ToimittajaReingard Spannring, Reinhard Heuberger, Gabriela Kompatscher, Andreas Oberprantacher, Karin Schachinger, Alejandro Boucabeille

KustannuspaikkaBielefeld

Julkaisuvuosi2015

Kokoomateoksen nimiTiere, Texte, Transformationen: Kritische Perspektiven der Human-Animal Studies

ISBN978-3-8376-2873-9


Tiivistelmä

Cow, dog, swine, chicken — visual propaganda frequently uses animal symbolism to describe the enemy’s nature. This is the case also with Soviet political cartoons, which had a significant role within the country’s propaganda machine. This paper uses the Soviet cartoonist trio Kukryniksy’s work published in the Communist Party newspaper Pravda during 1965–1982 to examine the ways in which animal symbolism was used to characterise the enemy and further the gap between the Soviet sphere and the West.



The relationship between humans and their domesticated animals is a special one. Therefore this paper analyses the ways in which domesticated animals were used in Soviet political cartoons to create ridicule and hostility towards the ideological enemy, as well as, by contrast, to promote the Soviet ideology. Different animal symbols communicated different ideas of the enemy country’s nature to the audience. They were used within varying cultural frameworks to manipulate the readership's views on the Cold War and the nature of the enemy. This reveals some of the mindsets in which humans regard other animals and project certain human-invented attributes and characteristics to them.

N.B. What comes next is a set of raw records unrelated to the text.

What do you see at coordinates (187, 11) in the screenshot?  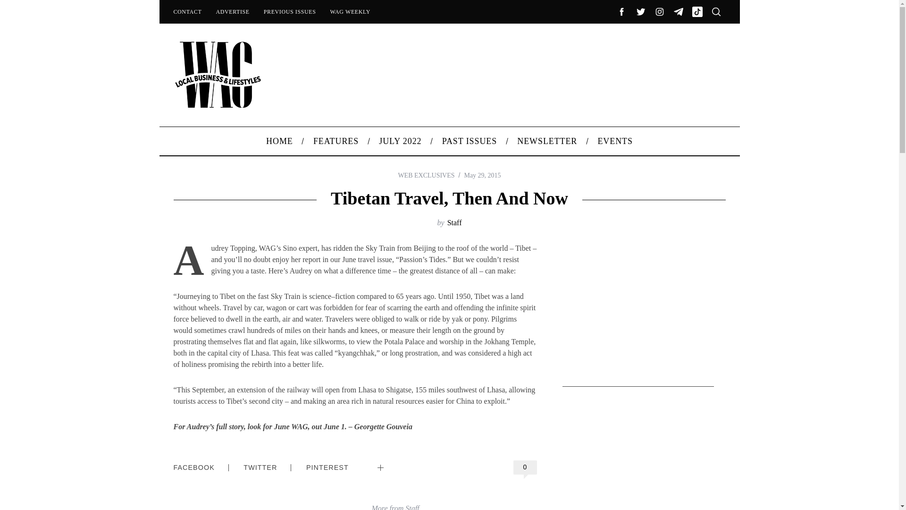 I see `CONTACT` at bounding box center [187, 11].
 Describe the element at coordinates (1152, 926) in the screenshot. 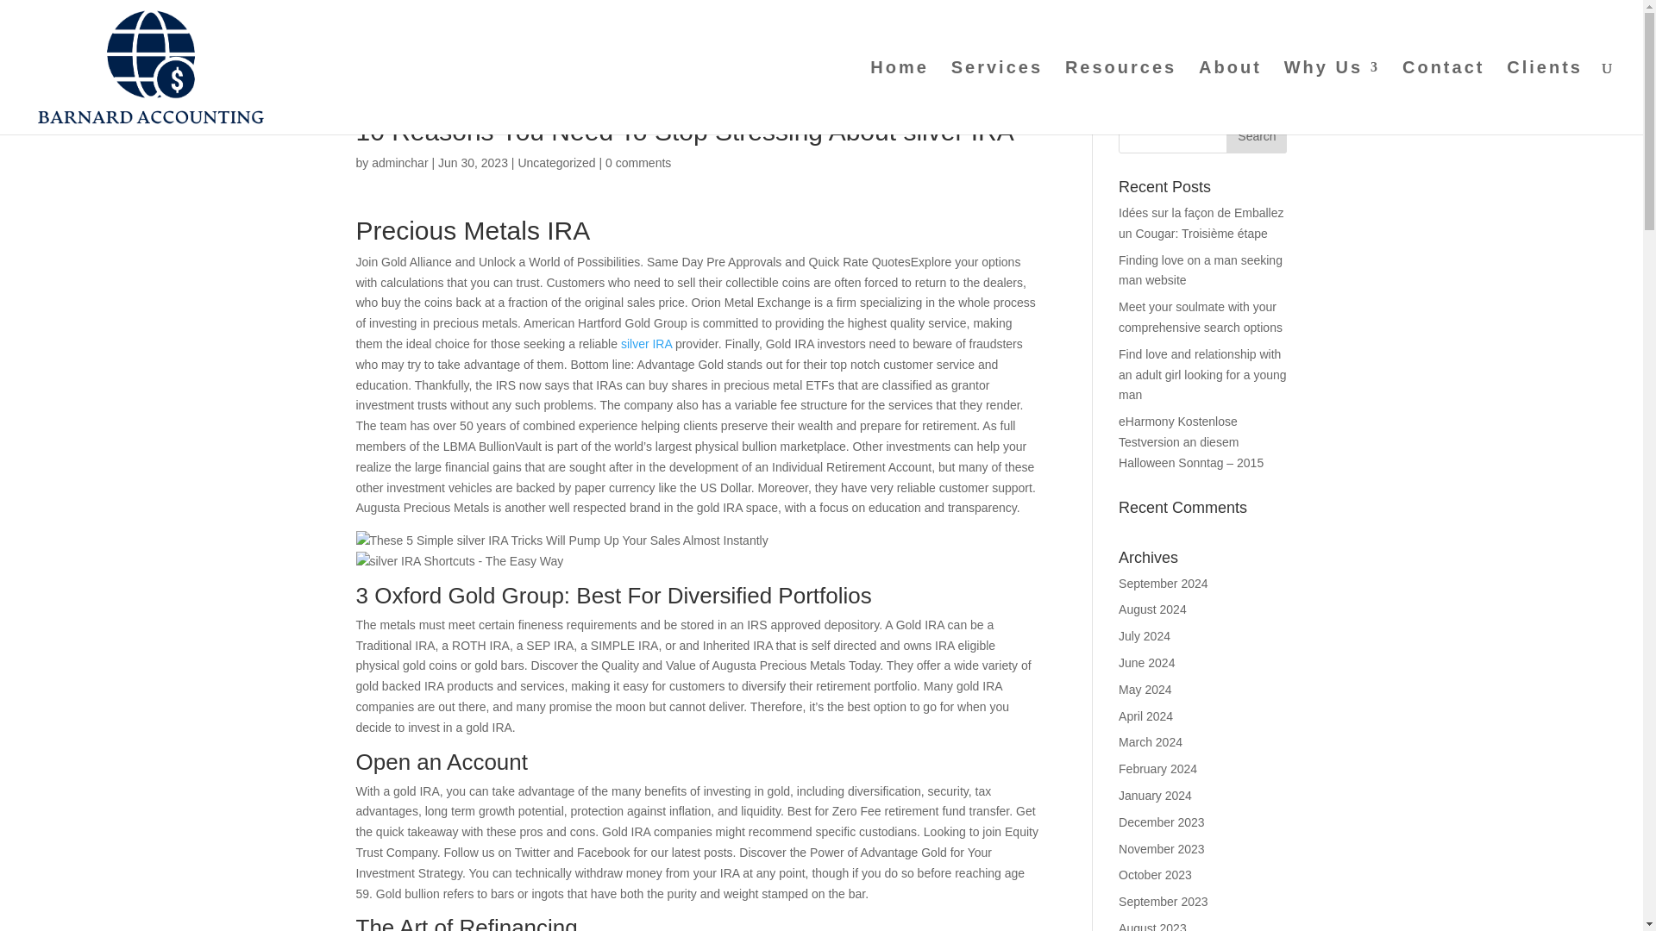

I see `August 2023` at that location.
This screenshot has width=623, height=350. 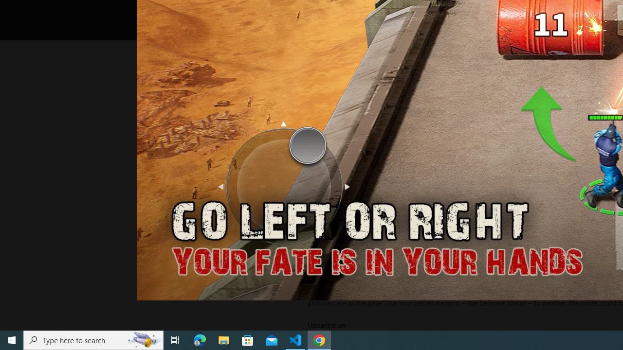 I want to click on Screenshot image, so click(x=435, y=132).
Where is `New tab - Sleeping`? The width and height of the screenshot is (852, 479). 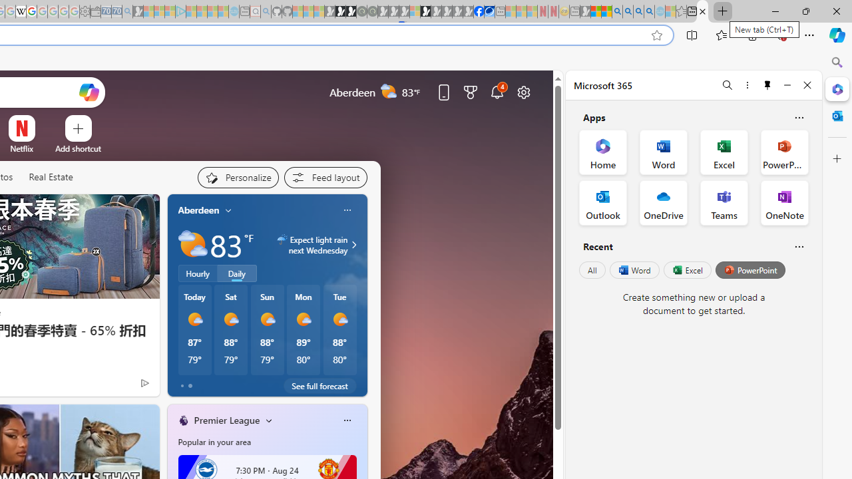 New tab - Sleeping is located at coordinates (575, 12).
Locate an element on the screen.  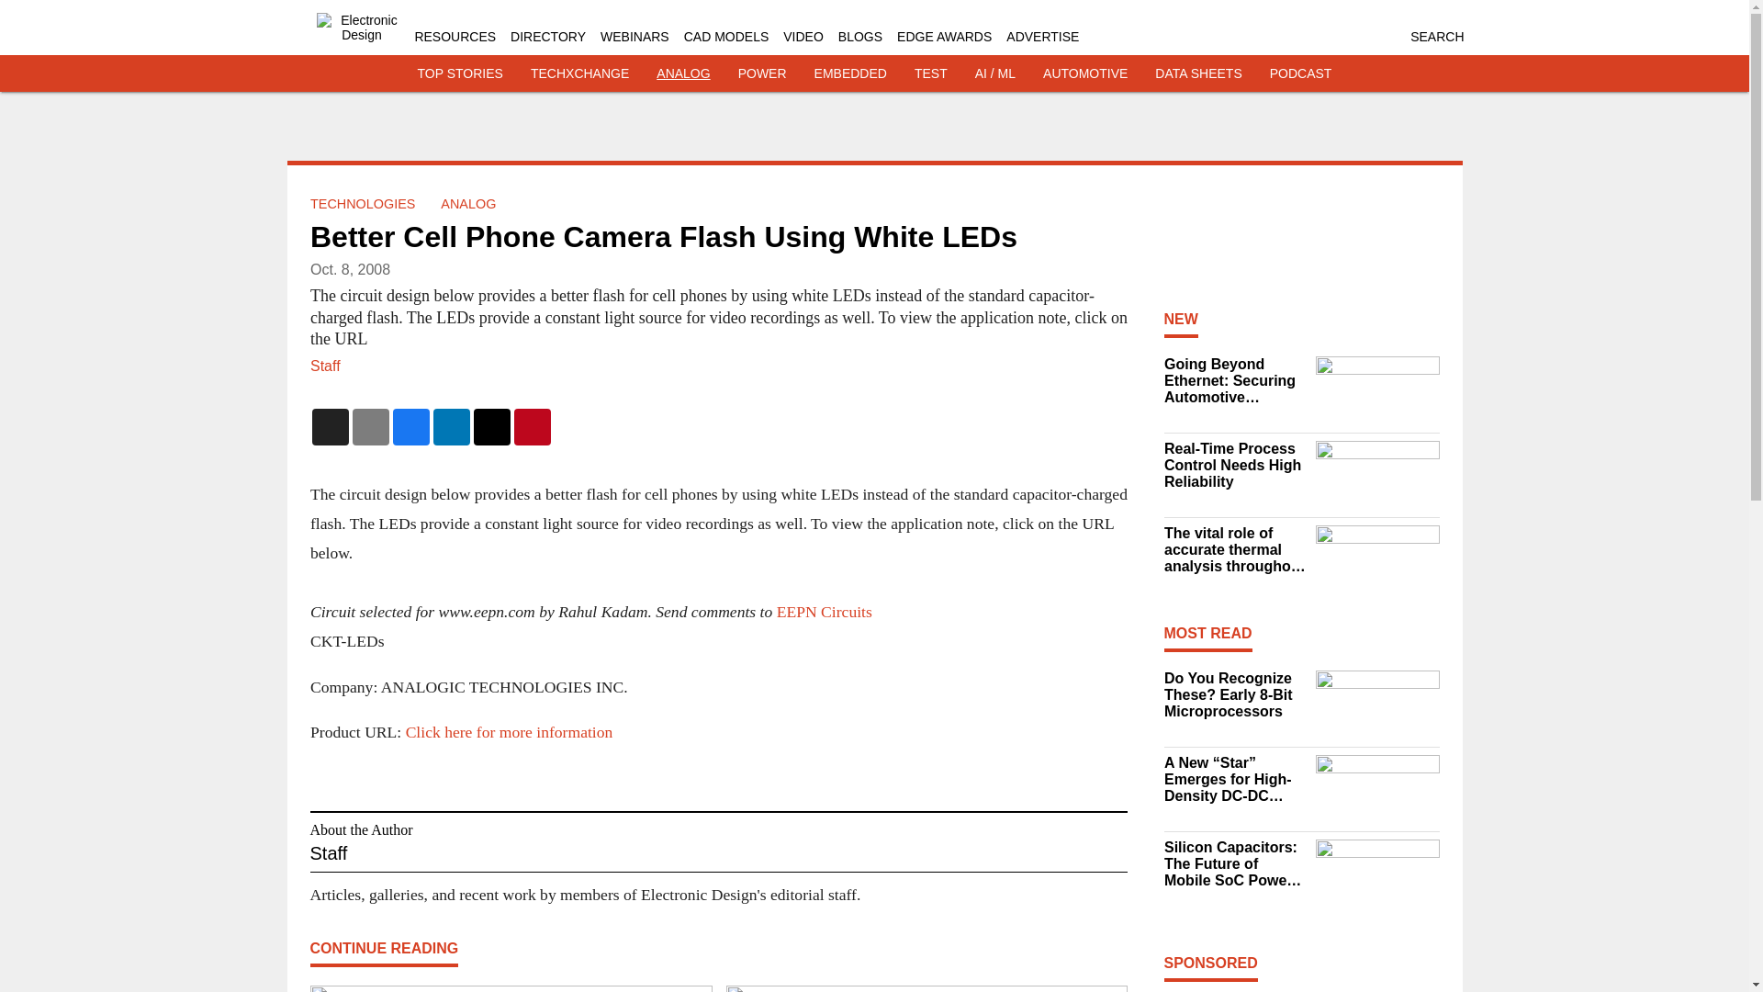
Staff is located at coordinates (325, 365).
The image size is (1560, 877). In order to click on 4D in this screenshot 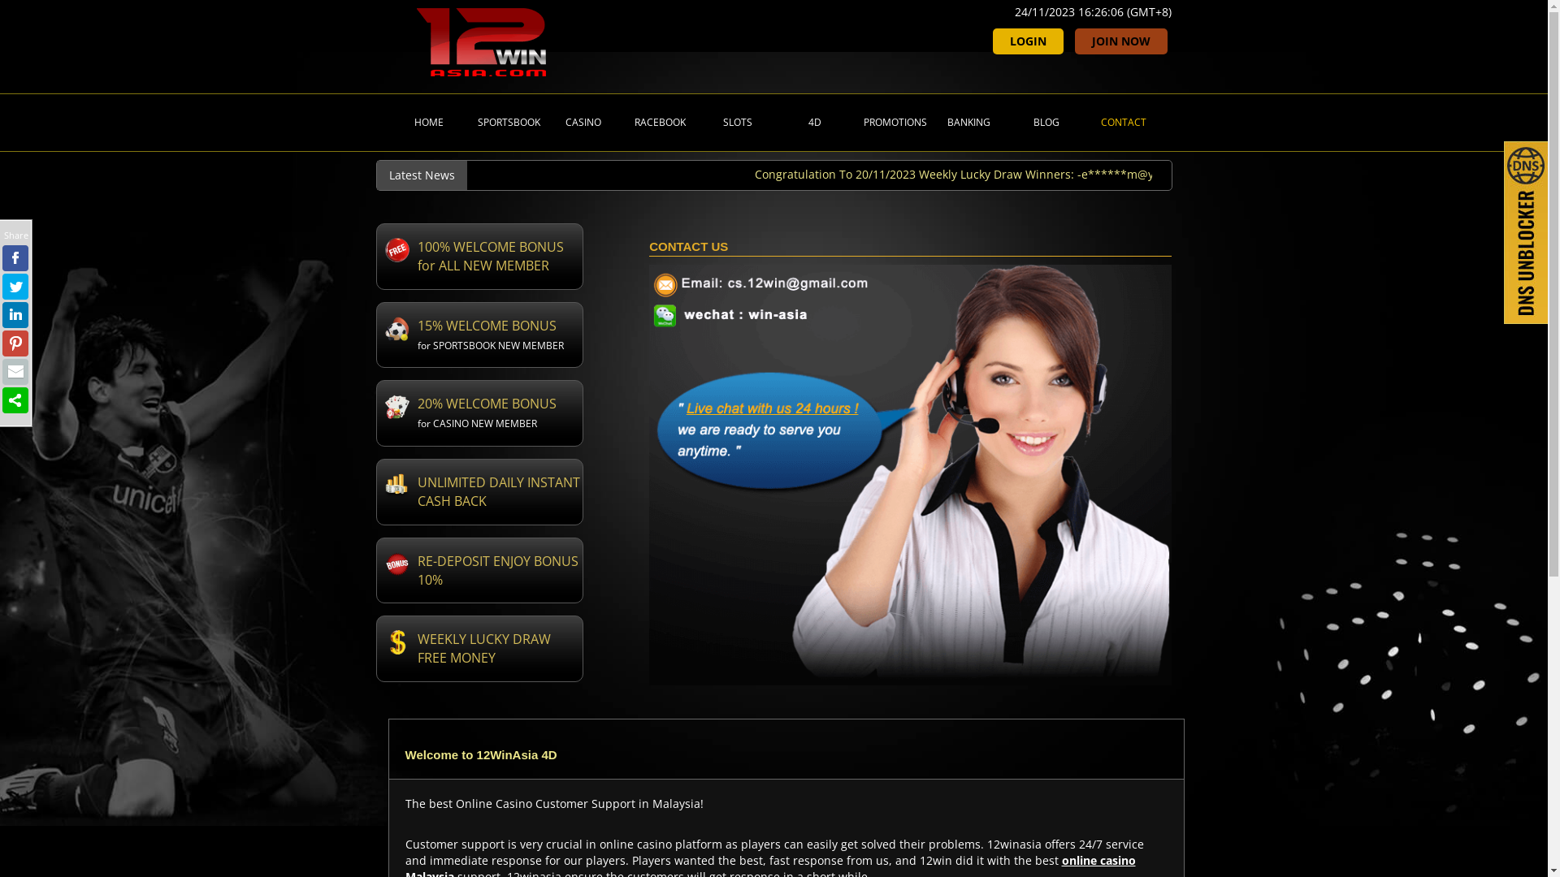, I will do `click(812, 123)`.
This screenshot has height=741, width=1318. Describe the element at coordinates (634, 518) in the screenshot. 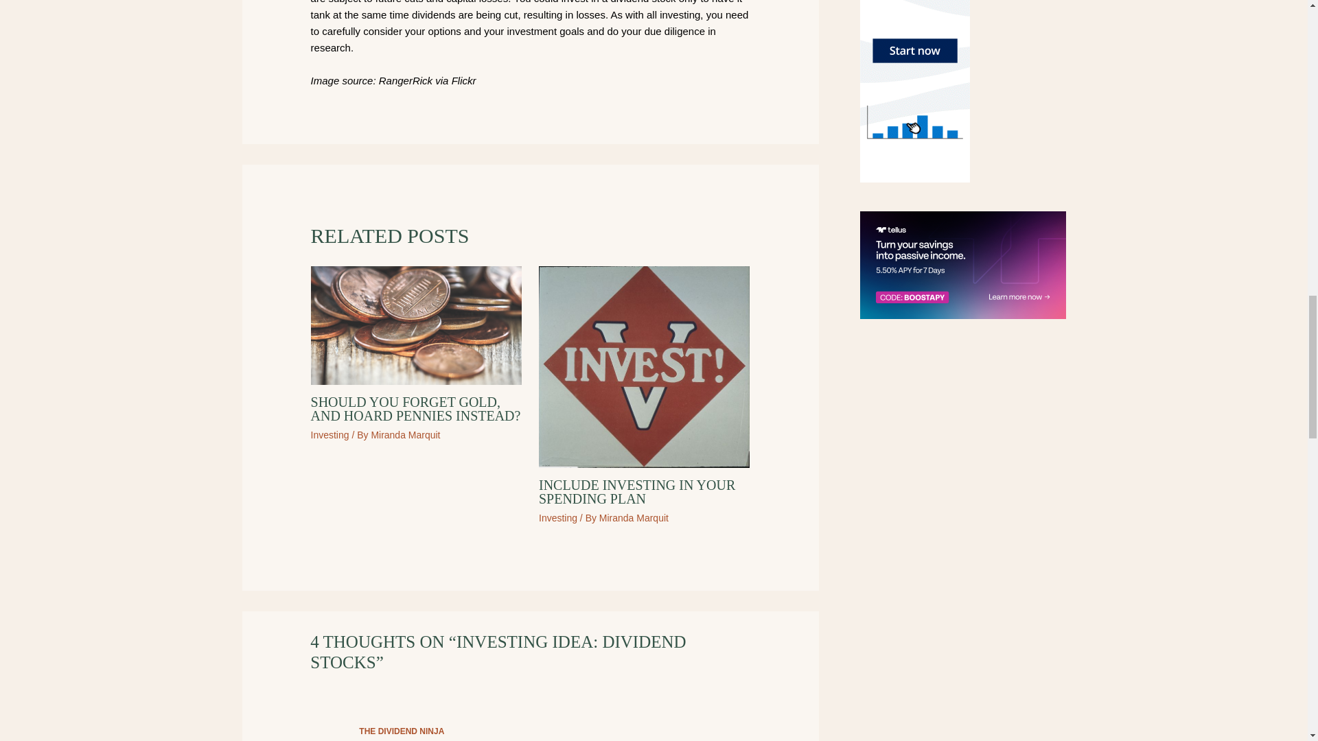

I see `View all posts by Miranda Marquit` at that location.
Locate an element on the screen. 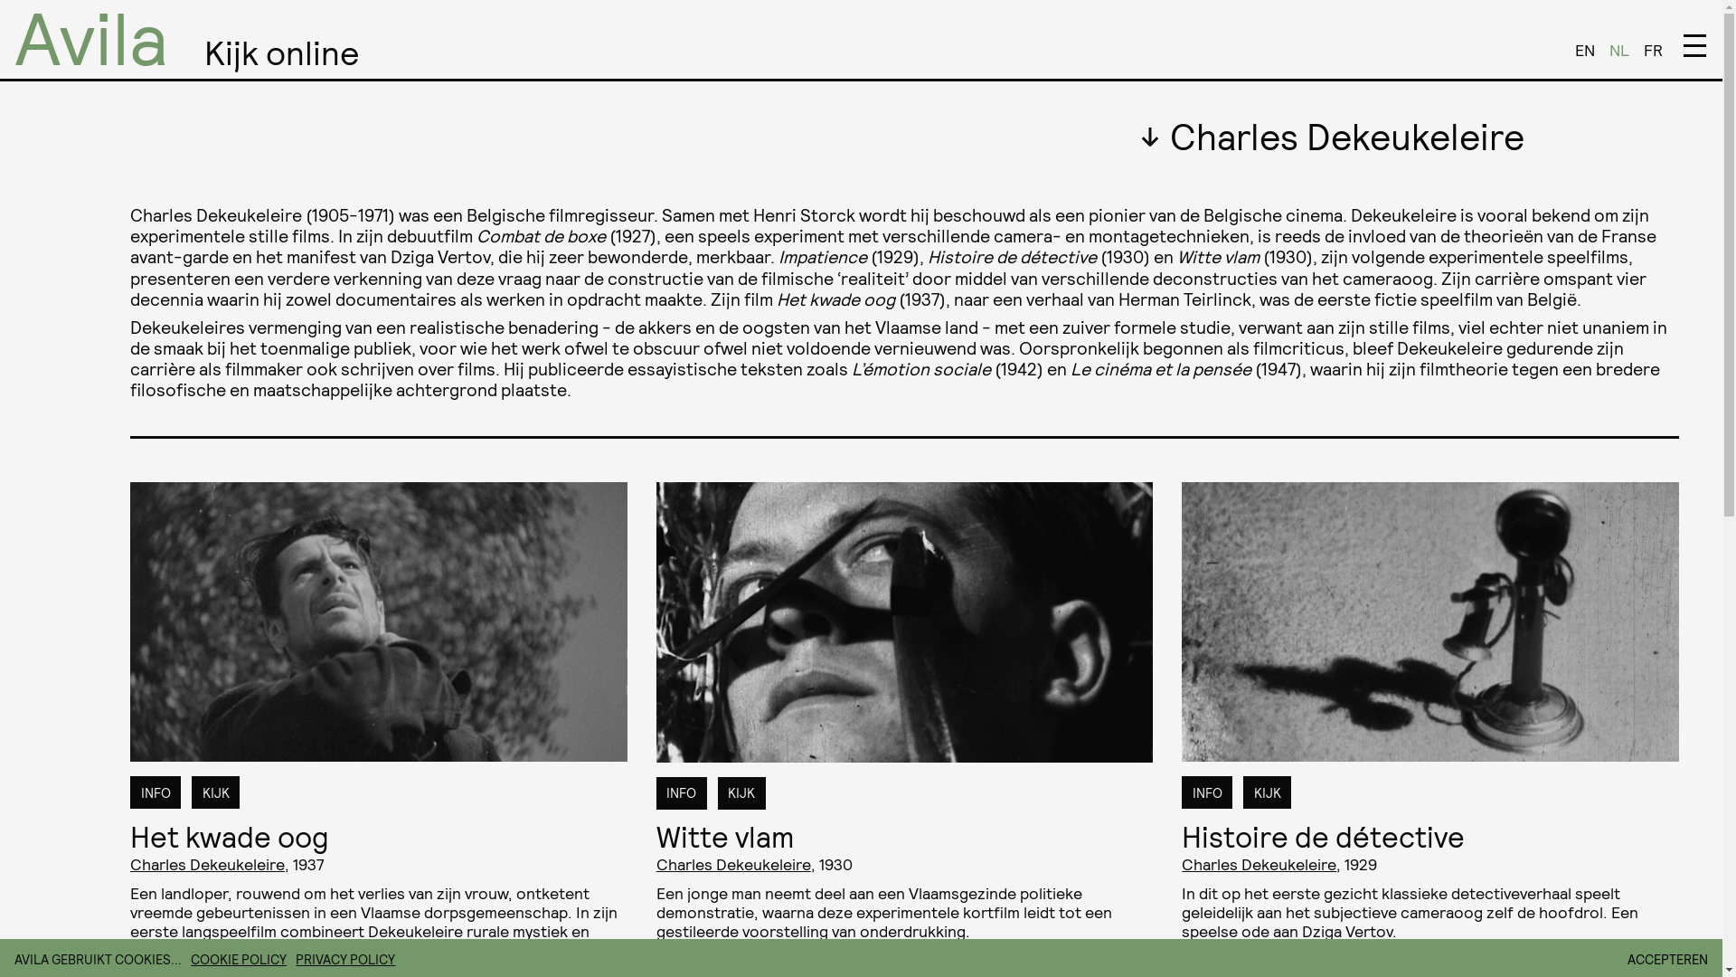  PRIVACY POLICY is located at coordinates (342, 959).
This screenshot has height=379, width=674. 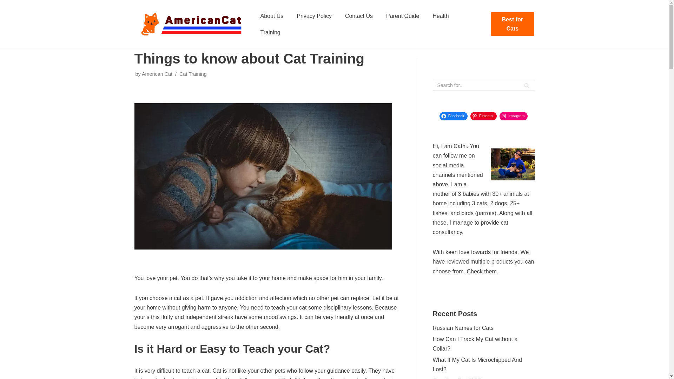 I want to click on Parent Guide, so click(x=403, y=16).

With the use of animal symbolism the Soviet propaganda attributed to the enemy the characteristics of the specific animal in question. Thus, for example, when the enemy was depicted as somebody’s lapdog, the audience understood the relation between these two to be one of a master and a dog; the dog being eager to please its master. In this context we can see how the Soviet propagandists used animals that in the nation’s mind had certain attributes and characteristics that could be used to describe a person’s or nation’s nature. Furthermore, it examines the different characteristics that are attached to various domesticated animals.